In his prose work The Sea of Cortez, a work which describes Steinbeck's and Ed Rickett's explorations in the Gulf of California, Steinbeck reports a story that he heard in the lower California Peninsula; it was reported as a true story occurring in "La Paz in recent years." Steinbeck writes:
An Indian boy, by accident, found a pearl of great size, an unbelievable pearl. He knew its value was so great that he need never work again. In this one pearl he had the ability to be drunk as long as he wished, to marry any one of a number of girls, and to make many more a little happy too. In his great pearl lay salvation, for he could in advance purchase masses sufficient to pop him out of purgatory like a squeezed watermelon seed. In addition, he could shift a number of dead relatives a little nearer to Paradise.
The original story continues by pointing out how every pearl buyer to whom he tried to sell the pearl offered such a small price that the young Indian finally refused to sell the pearl and, instead, hid it under a rock. For two nights in a row, the young man was attacked and beaten. Then, on the third night, he was ambushed and tortured, but still he refused to reveal the whereabouts of the Pearl of the World. Finally, after careful planning, he "skulked like a hunted fox to the beach," removed the pearl from its hiding place and threw it back into the Gulf.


TRY IT: The records that follow must be transcribed in full, without any change.

[Records from a data collection]
++++++
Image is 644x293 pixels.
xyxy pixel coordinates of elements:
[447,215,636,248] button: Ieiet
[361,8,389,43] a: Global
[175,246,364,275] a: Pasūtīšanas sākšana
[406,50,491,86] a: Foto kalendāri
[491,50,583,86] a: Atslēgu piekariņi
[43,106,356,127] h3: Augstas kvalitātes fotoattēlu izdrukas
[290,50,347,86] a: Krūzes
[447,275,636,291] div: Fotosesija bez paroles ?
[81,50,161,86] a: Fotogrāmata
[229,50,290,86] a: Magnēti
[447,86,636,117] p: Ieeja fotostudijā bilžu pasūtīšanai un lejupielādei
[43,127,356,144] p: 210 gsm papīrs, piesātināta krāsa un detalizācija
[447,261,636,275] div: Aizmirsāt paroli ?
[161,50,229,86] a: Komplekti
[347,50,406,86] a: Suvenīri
++++++
RESULT OF THIS EXERCISE:
Image is 644x293 pixels.
xyxy pixel coordinates of elements:
[447,215,636,248] button: Ieiet
[361,8,389,43] a: Global
[175,246,364,275] a: Pasūtīšanas sākšana
[406,50,491,86] a: Foto kalendāri
[491,50,583,86] a: Atslēgu piekariņi
[43,106,356,127] h3: Augstas kvalitātes fotoattēlu izdrukas
[290,50,347,86] a: Krūzes
[447,275,636,291] div: Fotosesija bez paroles ?
[81,50,161,86] a: Fotogrāmata
[229,50,290,86] a: Magnēti
[447,86,636,117] p: Ieeja fotostudijā bilžu pasūtīšanai un lejupielādei
[43,127,356,144] p: 210 gsm papīrs, piesātināta krāsa un detalizācija
[447,261,636,275] div: Aizmirsāt paroli ?
[161,50,229,86] a: Komplekti
[347,50,406,86] a: Suvenīri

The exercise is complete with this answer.